– S. Nielsen
 Margery Grace Blackie grew up surrounded by homeopathy. She was routinely treated homeopathically as a child and her uncle (who died when she was three) was Dr. James Compton Burnett, a great proponent of homeopathy. The youngest of ten children, she was born on February 4, 1898, in Redbourn, Hertfordshire.
 In 1911 she and her family moved to London and she spent her teenage years growing up in the city. When she was sixteen, the war was declared and even though she was busily preparing to enter the matriculation form in preparation for medical school, she and all her classmates spent the school days knitting socks, mufflers and mittens for the soldiers. In 1916, she passed the London University exam. The five year old Margery’s wish to become a doctor was soon to be realized. At the age of nineteen, in 1917, she began her general medicine training at the School of Medicine for Women at London University -the only medical school in London at the time offering complete training for women.
 In 1923 she sat for, and failed, the final tests in Medicine, Surgery and Obstetrics. She tried again and again and finally passed in 1926. Two years prior to this, she had started working as a resident at the London Homeopathic Hospital. Despite the years at orthodox medical school, she was strongly inclined towards homeopathy and said on one occasion: “In my teaching hospital, when I saw patients dying, I didn’t have the satisfaction that the others had of believing that everything possible had been done. I felt they hadn’t had the only thing that might have cured them.”
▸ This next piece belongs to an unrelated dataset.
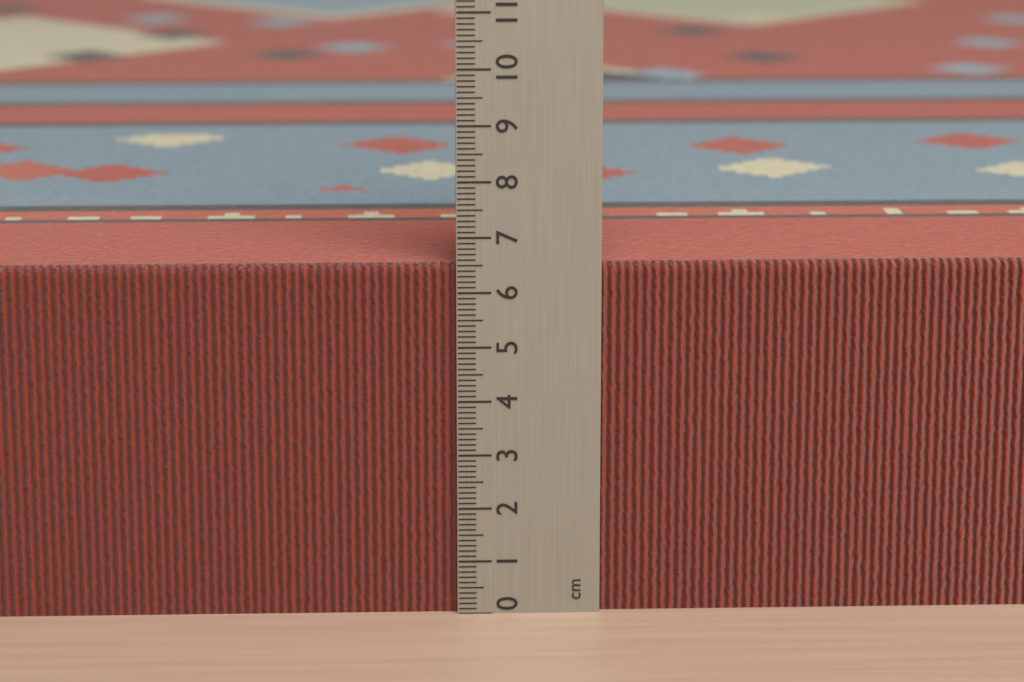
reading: 6.5 cm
 Another story which affords us a glimpse into her convictions and personality goes as follows: One day on rounds at the allopathic teaching hospital with the Chief, Blackie was asked what she would prescribe for a patient. “Whether I forgot where I was or whether it was bravado, I know not; but I replied Nux vomica. My friends grew pale with fright but nothing happened. Passing in the corridor later he stopped me and said, ‘a very good idea. I always carry it’, and pulled from his waistcoat pocket two small bottles of pills -one Nux vomica and the other Carbo veg.
 At the age of twenty-six she became House Physician at the London Homeopathic Hospital. The hospital was staffed almost entirely by men. She worked with Drs. J.H.  Clarke (who had joined the staff in 1881), Charles Wheeler and her mentor, Douglas Borland. In 1926 she opened a private practice and at the age of thirty she attained senior status in the medical profession by becoming a Doctor of Medicine. She was the only woman candidate at the University of London in 1928 to be awarded this distinction.
 There now followed twenty years of successful private general practice. However, she also continued to work at the LHH, especially in the children’s department and the out-patient department. It was here that she worked with Margaret Tyler, who was a dominant figure in the hospital at this time. In 1949 she was elected president of the British Homeopathic Society and held this post for three successive years. In the mid-1950s she was the editor of the British Homeopathic Journal for one year, and also served in the LHH on the Committee for Research and Drug Provings and the Committee for Education.
 Her crowning achievement in these later years was succeeding Sir John Weir as Royal Physician. This took place in 1969. She continued working at the newly named Royal London Homeopathic Hospital until the age of sixty-nine at which time she became an honorary consultant there (1965). In 1964 she was elected Dean of the Faculty of Homeopathy, a post that she held until her resignation at the age of 81. She died on August 24, 1981.